Models for vessels and vases stand on the table and floor, and remains of white model-building boxes, from which geometric forms have been cut out, lean against the wall of the guest studio. Frédéric Dedelley touches the pliable model of a forty-centimeter-high cylinder, thus disrupting the strictly geometric form. The circular outline changes into a free, organic form. «I’m interested in deviations from fundamental geometric forms, for example cylinders, which as a result of the model-building technique selected, slightly lose their symmetry in the process of being made,» according to the Zurich designer. He speaks of dynamic beauty, of the imperfection in the form that makes it vibrant and sensuous. He will translated this theme through casting the models in the direct burn-out method. «I’m also interested in vessels as a typology, one of the first typologies invented by man. An ur-thing,» says Frédéric Dedelley. At the same time, he is nevertheless trying to distance himself from the utility of objects. «That’s the guiding idea for the seven weeks here in the Sitterwerk: distancing myself from the functionality of objects, which is one prerequisite of design.» Weight, for example, serves him as a means of doing so. The objects—cast in bronze—are so heavy that it is barely still possible to lift them. The vessels are a continuation of the free artistic series Objets mélancoliques, vases and vessels in crystalline forms that he had cast in tombac by the Kunstgiesserei in 2009 and 2011. What he retains is the raw patina of the cast objects. As a result, this series also retains a moment in their production that cannot be foreseen.
Another project on which Frédéric Dedelley is working during his guest stay is a type of laboratory of forms involving purely formal experiments. «Two years ago, I started collecting remnants of model building material from the studio. Some of them had interesting forms, forms at which one would not arrive if one wanted to design them.» He will now work with the Kunstgiesserei’s new 3D printer. The forms have been digitalized, and volumes will be created from the surfaces through his rotating them. Every vertical thus serves as an axis of rotation. «The forms thus created will then be produced with the 3D printer. What will come into being based on them is still unclear.» These volumes will serve him as a repertoire of forms for future projects. Frédéric Dedelley found an important inspiration for this project while browsing in the Sitterwerk’s Art Library, where he came across photographs of the mathematical forms of the Japanese artist Hiroshi Sugimoto.
Frédéric Dedelley was a guest in the Sitterwerk from the middle of April to the end of May 2015. He has had a studio for design in Zurich since 1995. Frédéric Dedelley designs furniture and objects, has staged exhibitions for various museums and institutions, and has furnished various sacred spaces.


§ **WHAT IS EXPECTED**
All lines in the material below that hold "pyruvate" should be found and copied.

----------------------------------------

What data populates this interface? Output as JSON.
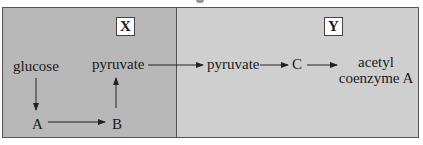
{
  "diagram": {
    "panels": [
      {
        "id": "X",
        "label": "X",
        "color": "#b8b8b8"
      },
      {
        "id": "Y",
        "label": "Y",
        "color": "#cfcfcf"
      }
    ],
    "nodes": {
      "glucose": "glucose",
      "pyruvate_x": "pyruvate",
      "a": "A",
      "b": "B",
      "pyruvate_y": "pyruvate",
      "c": "C",
      "acetyl_line1": "acetyl",
      "acetyl_line2": "coenzyme A"
    },
    "edges": [
      {
        "from": "glucose",
        "to": "A"
      },
      {
        "from": "A",
        "to": "B"
      },
      {
        "from": "B",
        "to": "pyruvate"
      },
      {
        "from": "pyruvate (X)",
        "to": "pyruvate (Y)"
      },
      {
        "from": "pyruvate (Y)",
        "to": "C"
      },
      {
        "from": "C",
        "to": "acetyl coenzyme A"
      }
    ]
  }
}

----------------------------------------

§ **EXERCISE ANSWER**
      "pyruvate_x": "pyruvate",
      "pyruvate_y": "pyruvate",
        "to": "pyruvate"
        "from": "pyruvate (X)",
        "to": "pyruvate (Y)"
        "from": "pyruvate (Y)",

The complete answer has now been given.